Over 40,000 Famous Quotes Sorted By Topic and Author

Famous Quotes

The causes of events are ever more interresting than the events themselves.
Topic: History
Author: Cicero
Light is the symbol of truth.
Bastard Freedom waves Her fustian flag in mockery over slaves.
Topic: Flags
Author: Thomas Moore
Our bodies are apt to be our autobiographies.
Topic: Body
To-morrow, didst thou say? Methought I heard Horatio say, To-morrow! Go to--I will not hear it. To-morrow! 'Tis a sharper--who stakes his penury Against thy plenty--takes thy ready cash, And pays thee naught but wishes, hopes, and promises, The currency of idiots--injurious bankrupt, That gulls the easy creditor!
Topic: Tomorrow
Democracy is the art of running the circus from the monkey cage.
Author: H L Mencken
Act as if it were impossible to fail.
Topic: Actions
All that I care to know is that a man is a human being--that is enough for me; he can't be any worse.
Topic: Man
Author: Mark Twain
Look a man in the eye and say what you really think, don't just smile at him and say what you're supposed to think.
Topic: Honesty
Feast of Agnes, Child Martyr at Rome, 304 Love is careful of little things, of circumstances and measures, and of little accidents; not allowing to itself any infirmity which it strives not to master, aiming at what it cannot yet reach, desiring to be of an angelic purity, and of a perfect innocence, and a seraphical fervor, and fears every image of offense; is as much afflicted at an idle word as some at an act of adultery, and will not allow to itself so much anger as will disturb a child, nor endure the impurity of a dream. And this is the curiosity and niceness of divine love: this is the fear of God, and is the daughter and production of love.

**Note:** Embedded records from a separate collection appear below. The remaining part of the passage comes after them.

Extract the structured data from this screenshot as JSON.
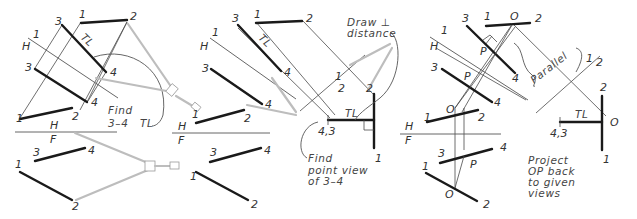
{
  "figure": {
    "panels": [
      {
        "id": "panel-1",
        "title_note": [
          "Find",
          "3–4",
          "TL"
        ],
        "labels": {
          "p3_top": "3",
          "p1_top": "1",
          "p2_top": "2",
          "tl_top": "TL",
          "aux_1": "1",
          "aux_H": "H",
          "aux_3": "3",
          "aux_4a": "4",
          "aux_4b": "4",
          "aux_1b": "1",
          "aux_2b": "2",
          "h": "H",
          "f": "F",
          "front_3": "3",
          "front_4": "4",
          "front_1": "1",
          "front_2": "2"
        }
      },
      {
        "id": "panel-2",
        "note_top": [
          "Draw ⊥",
          "distance"
        ],
        "note_bottom": [
          "Find",
          "point view",
          "of 3–4"
        ],
        "labels": {
          "p3_top": "3",
          "p1_top": "1",
          "p2_top": "2",
          "tl_top": "TL",
          "aux_1": "1",
          "aux_H": "H",
          "aux_3": "3",
          "aux_4a": "4",
          "aux_4b": "4",
          "sec_1": "1",
          "sec_2": "2",
          "sec_2b": "2",
          "tl_sec": "TL",
          "pt_43": "4,3",
          "sec_1b": "1",
          "h_1": "1",
          "h_2": "2",
          "h": "H",
          "f": "F",
          "front_3": "3",
          "front_4": "4",
          "front_1": "1",
          "front_2": "2"
        }
      },
      {
        "id": "panel-3",
        "note_parallel": "Parallel",
        "note_bottom": [
          "Project",
          "OP back",
          "to given",
          "views"
        ],
        "labels": {
          "p3_top": "3",
          "p1_top": "1",
          "o_top": "O",
          "p2_top": "2",
          "aux_1": "1",
          "aux_H": "H",
          "p_a": "P",
          "aux_3": "3",
          "p_b": "P",
          "aux_4a": "4",
          "aux_4b": "4",
          "o_mid": "O",
          "h_1": "1",
          "h_2": "2",
          "h": "H",
          "f": "F",
          "front_3": "3",
          "front_4": "4",
          "front_p": "P",
          "front_1": "1",
          "front_o": "O",
          "front_2": "2",
          "sec_1": "1",
          "sec_2": "2",
          "pv_2": "2",
          "tl": "TL",
          "pv_o": "O",
          "pt_43": "4,3",
          "pv_1": "1"
        }
      }
    ]
  }
}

If all the misfortunes were laid in one common heap whence everyone must take an equal portion, most people would be contented to take their own and depart.
Topic: Cliches
Author: Socrates
Commemoration of Brigid, Abbess of Kildare, c.525 We can all call to mind movements which have begun as pure upsurges of fresh spiritual vitality, breaking through and revolting against the hardened structure of the older body, and claiming, in the name of the Spirit, liberty from outward forms and institutions. And we have seen how rapidly they develop their own forms, their own structures of thought, of language, and of organisation. It would surely be a very unbiblical view of human nature and history to think -- as we so often, in our pagan way, do -- that this is just an example of the tendency of all things to slide down from a golden age to an age of iron, to identify the spiritual with the disembodied, and to regard visible structure as equivalent to sin. We must rather recognise here a testimony to the fact that Christianity is, in its very heart and essence, not a disembodied spirituality, but life in a visible fellowship, a life which makes such total claim upon us, and so engages our total powers, that nothing less than the closest and most binding association of men with one another can serve its purpose.
Surely, sir, There's in him stuff that puts him to these ends; For, being not propped by ancestry, whose grace Chalks successors their way, nor called upon For high feats done to th' crown, neither allied To eminent assistants, but spiderlike Out of his self-drawing web, 'a gives us note, The force of his own merit makes his way, A gift that heaven gives for him, which buys A place next to the king.
Topic: Merit
Obstinacy is ever most positive when it is most in the wrong.
Topic: Obstinacy
Patriotism is when love of your own people comes first; nationalism, when hate for people other than your own comes first.
Topic: Patriotism
Love is my religion - I could die for it.
Topic: Love
Author: John Keats
Revenge is always the weak pleasure of a little and narrow mind.
Topic: Revenge
Author: Juvenal
Without libraries what have we? We have no past and no future.
Topic: Libraries
Author: Ray Bradbury
Help thi kynne, Crist bit , for ther bygynneth charitie.
The Old Woman and the Wine-Jar An old woman found an empty jar which had lately been full of prime old wine and which still retained the fragrant smell of its former contents. She greedily placed it several times to her nose, and drawing it backwards and forwards said, O most delicious! How nice must the Wine itself have been, when it leaves behind in the very vessel which contained it so sweet a perfume! The memory of a good deed lives.